Why? Because the most effective balance of workplaces and styles may well be different from team to team.

“Managers have the freedom to decide what is needed in conversation with their teams,” he says. “They might say you don’t need to come in for three months, but we need you there for these two weeks because of a particular project we have on that needs a lot of collaboration.”

This is a much more diverse solution — and is likely to work better than trying to impose a single standard on everyone.

Dealing with immature management

Few organisations have tried this. “But, in theory, it’s absolutely the best approach,” he says. “In practice, one barrier is the maturity of managers. Almost half of managers don’t feel comfortable talking about the mental health of their people, or about discrimination. Putting all of this power in the hands of these individuals can make this a risk. But, where the maturity is in place, this is what I would consider best practice.”

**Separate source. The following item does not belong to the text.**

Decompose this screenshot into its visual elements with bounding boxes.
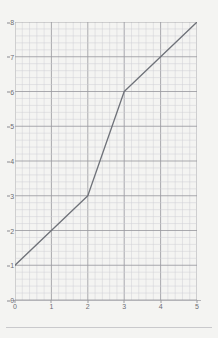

And you can help managers develop those skills through training. “That fact that, pre-COVID, only 50% know with crystal clarity what was expected of them shows that managers are not good at setting expectations.” Germany is actually one nation that is exceptionally good at this dimension of management, even if its managers are less good at a culture of recognition.

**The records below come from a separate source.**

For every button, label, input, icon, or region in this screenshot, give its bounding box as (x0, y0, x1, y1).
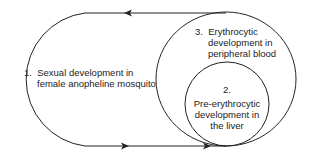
stage-1-label: 1. Sexual development in female anopheli… (24, 67, 156, 89)
stage-3-label: 3. Erythrocytic development in periphera… (195, 26, 276, 59)
stage-2-label: 2. Pre-erythrocytic development in the l… (190, 84, 264, 131)
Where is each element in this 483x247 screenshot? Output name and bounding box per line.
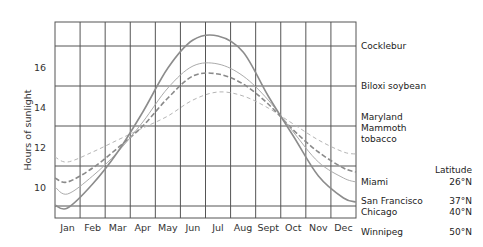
critical-photoperiod-labels: CockleburBiloxi soybeanMarylandMammothto… [361, 41, 426, 144]
x-tick-label: Jun [185, 222, 201, 233]
legend-city-label: Miami [361, 177, 388, 187]
photoperiod-chart: 10121416 JanFebMarAprMayJunJulAugSeptOct… [0, 0, 483, 247]
x-tick-label: Mar [109, 222, 127, 233]
legend-latitude-label: 26°N [449, 177, 472, 187]
x-tick-label: Feb [84, 222, 101, 233]
x-tick-label: Apr [135, 222, 152, 233]
y-tick-label: 14 [34, 102, 46, 113]
plant-label: tobacco [361, 134, 397, 144]
y-axis-ticks: 10121416 [34, 62, 46, 193]
y-tick-label: 10 [34, 182, 46, 193]
x-tick-label: Dec [334, 222, 352, 233]
plant-label: Cocklebur [361, 41, 406, 51]
legend-header-latitude: Latitude [435, 165, 473, 175]
y-axis-label: Hours of sunlight [22, 89, 33, 170]
legend-city-label: Chicago [361, 207, 398, 217]
grid [55, 22, 356, 218]
y-tick-label: 16 [34, 62, 46, 73]
plant-label: Mammoth [361, 123, 407, 133]
legend-latitude-label: 50°N [449, 227, 472, 237]
legend-latitude-label: 40°N [449, 207, 472, 217]
x-axis-ticks: JanFebMarAprMayJunJulAugSeptOctNovDec [59, 222, 352, 233]
legend-city-label: San Francisco [361, 196, 423, 206]
y-tick-label: 12 [34, 142, 46, 153]
series-legend: Miami26°NSan Francisco37°NChicago40°NWin… [361, 177, 472, 237]
x-tick-label: Oct [285, 222, 302, 233]
plant-label: Maryland [361, 112, 403, 122]
legend-city-label: Winnipeg [361, 227, 403, 237]
x-tick-label: Aug [234, 222, 253, 233]
x-tick-label: Nov [309, 222, 328, 233]
x-tick-label: Jan [59, 222, 75, 233]
x-tick-label: Jul [211, 222, 223, 233]
x-tick-label: May [158, 222, 178, 233]
plant-label: Biloxi soybean [361, 81, 426, 91]
x-tick-label: Sept [257, 222, 279, 233]
legend-latitude-label: 37°N [449, 196, 472, 206]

Many managers struggle to do this, and lack confidence in their own skills. “So part of the solution has to be about helping managers to do this better, in their own style, in line with whom they naturally are,” says Pa.

“No manager wakes up and wants to give bad, unclear feedback. 97% of managers think they’re doing a good job, but 70% of employees think their managers suck…”

Hugging the management system

“You need a system that nudges the organisation towards the behaviours we want,” says Pa. “To give you an example, we asked 300,000 managers around the world why and how they became a manager, it won’t surprise you to know that number one was excellence in their non-managerial role. How we’re selecting managers is setting them up for failure.”

The promotion system itself is not conducive to allowing good management to emerge.

“We need a system that selects the right managers, holds them accountable, and then promotes the right people,” he says. “Then management became something that they naturally do as part of their role, not something that is forced on them.”

The happiness conundrum

Is measuring employee happiness part of the solution?

“I, personally, would have no interest in measuring happiness, to be honest,” he says. “A happy employee can be happy doing nothing… I want committed, engaged, enthusiastic employees. Happiness doesn’t necessarily translate into performance. As we think about the emotions that do, and how we measure those, well, we pride ourselves on the science of asking questions. And it’s rather complicated to capture what makes people feel fulfilled in their work and their personal lives.”

We often assume things matter when they don’t. People expressing satisfaction with their salary seems like an obvious measure of work engagement. But there’s no real link between pay, satisfaction and performance in the data — unless you’re paying substantially below average, in which case it becomes frustrating for your staff.

A friend and a colleague

So, what feelings and experiences do translate into high well-being and performance? “The metric we defined, which is called K-12, boils this down to basic needs around clarity of expectations, feeling empowered to do my job and to elements like feeling you have a manager who cares about you.”

It also looks at the degree to which people consider themselves to have a best friend at work. This idea is somewhat controversial in countries like France and Germany, which traditionally have more defined boundaries between their working and their home lives. While this has its advantages, the lack of bonding and connection between teams tends to put companies from these countries on the back foot in terms of innovation and paradigm shifts.

But here, things are changing. 40% of German workers now have a best friend at work. And in the era of hybrid and remote work, we might well need more of them.